At which point you might be forgiven for thinking: oh no! This is just Taken with snow! In every sense. But then, the film turns and something not quite right that you had begun to notice about it begins to take hold. For me, it was the moment director Hans Petter Molland played a supposed emotional mortuary scene, as Nels and Grace identify Kyle, for laughs. A moment where you shake your head in disbelief and go “they did that?”
After which, quirkiness, with a capital kw-, just keeps on keeping on. For behind the local drug dealers sits sociopathic boss Viking (Tom Bateman), who alternates moments of homicidal rage with throwing his son's junk food lunch out the window and offering his ex-wife thousands of dollars if she'll just shut up about him losing his son's school kitbag.
Viking is accompanied by a motley crew of henchmen, each revealed, as the film unfolds, to be so much more than the personality-free target we have become used to from the usual revenge film. Each brings something that is not exactly comic, more just ...quirk. Even queer: has Molland finally queered the revenge trope?
Matters get complicated as Viking assumes his missing dealers are the work of local 'Indian' crime syndicate (Native American – but look out for a shameless subversion of language there) headed by White Bull (Tom Jackson).
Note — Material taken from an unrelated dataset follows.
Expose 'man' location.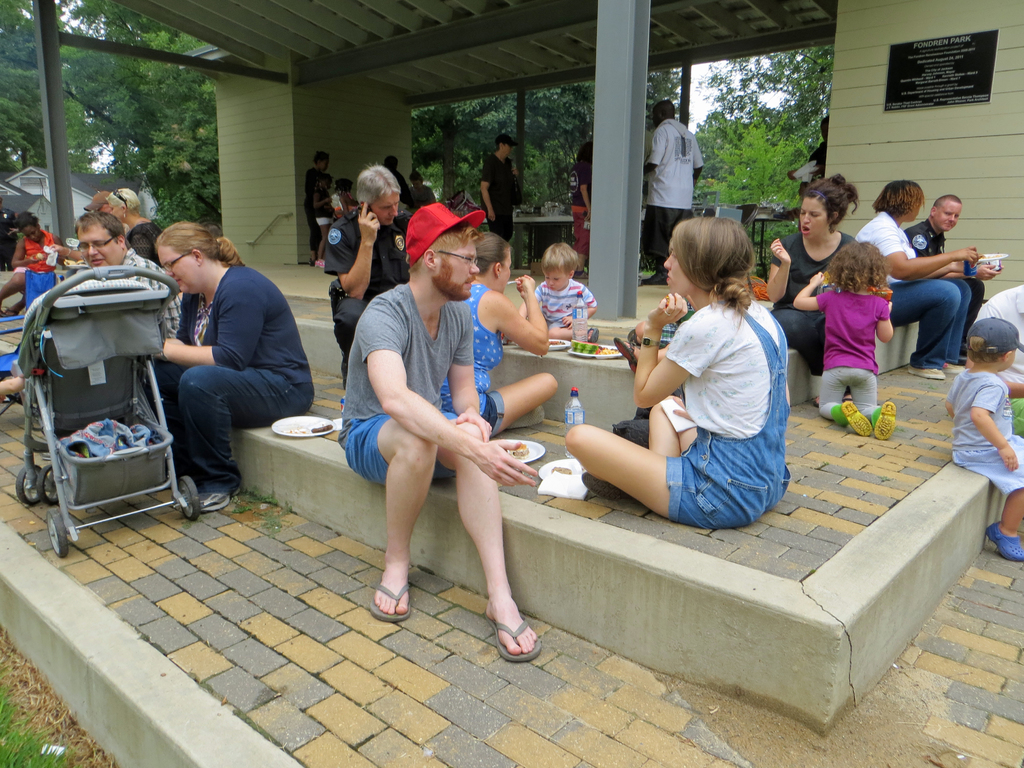
Exposed at crop(320, 162, 415, 383).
Nels' small acts of revenge are now setting off a major turf war, bringing into play an eager local detective (Emmy Rossum) who, in her innocence and enthusiasm feels like a very conscious callback to Fargo's Marge Gunderson.
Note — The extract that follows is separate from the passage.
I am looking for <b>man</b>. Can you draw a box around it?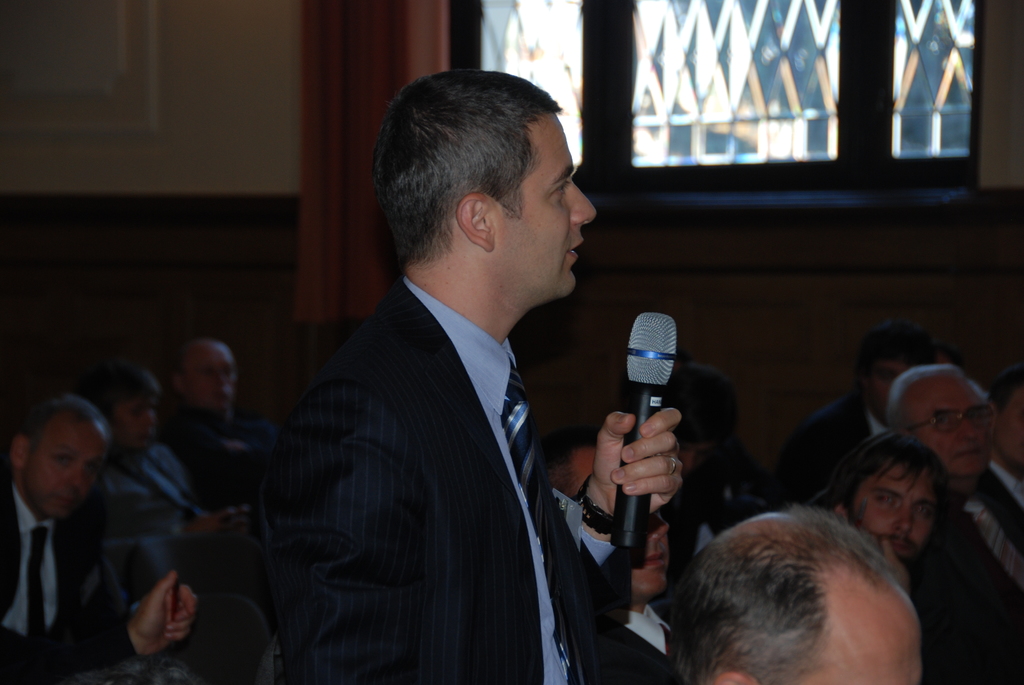
Sure, the bounding box is [x1=241, y1=63, x2=696, y2=684].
This is comedy of the absurd: just check out Viking's rage that a paid assassin has not followed the rules of his trade, the honour code: or that after someone abducts his son, they don't instantly get in touch to discuss terms. “It's just not done, don't you know!”
Which brings us back to Neeson's comments and a couple of other aspects of this film. It is very much about relations between fathers and sons, with a series of relationships – Nels', Viking's, White Bull's – paraded for us to compare and contrast.
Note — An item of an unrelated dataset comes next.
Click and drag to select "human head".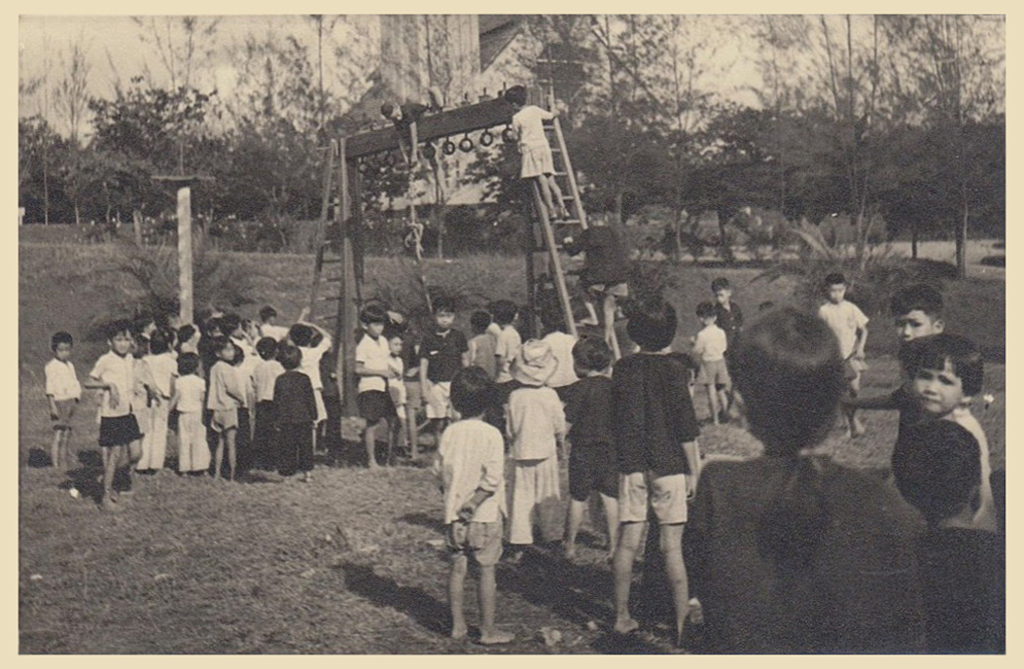
Selection: <box>386,331,402,358</box>.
It is also clear that the director is not greatly enamoured of any claim that women are the gentler, more emotionally connected sex. For in the end, it is Grace, who has got her son very wrong, not Nels, despite the fact he never talked much and only ever went on long manly hunting trips with him. His sister-in-law is not much better, spitting on her husband's grave and stalking off in a huff. Not even our detective hero, who gets closer to what is going on than her complacent partner, is free from flaws.
Somewhere in there, are messages about not just toxic masculinity but toxic femininity as well and as the credits start to roll a sense that the overall message is that the good place to be is not the heat of revenge, but the aftermath, when rage is parted, you can put down your guns (and get back to ploughing the snow).
All of which makes Neeson's comments that bit more unfortunate, misplaced. They relate, tangentially, to the core of this movie. But Cold Pursuit is so much more. Without Neeson's intervention, I might even suggest a classic in the making. Not Fargo: but not far off, either.
With his comments, focusing attention on just one theme within this film, I can see it taking a critical hit, which would be sad. None of these revenge films are real: all highlight aspects of the hyper-masculine, from violence to white-knighting, that we would be better off without. But they are also capable of being very entertaining.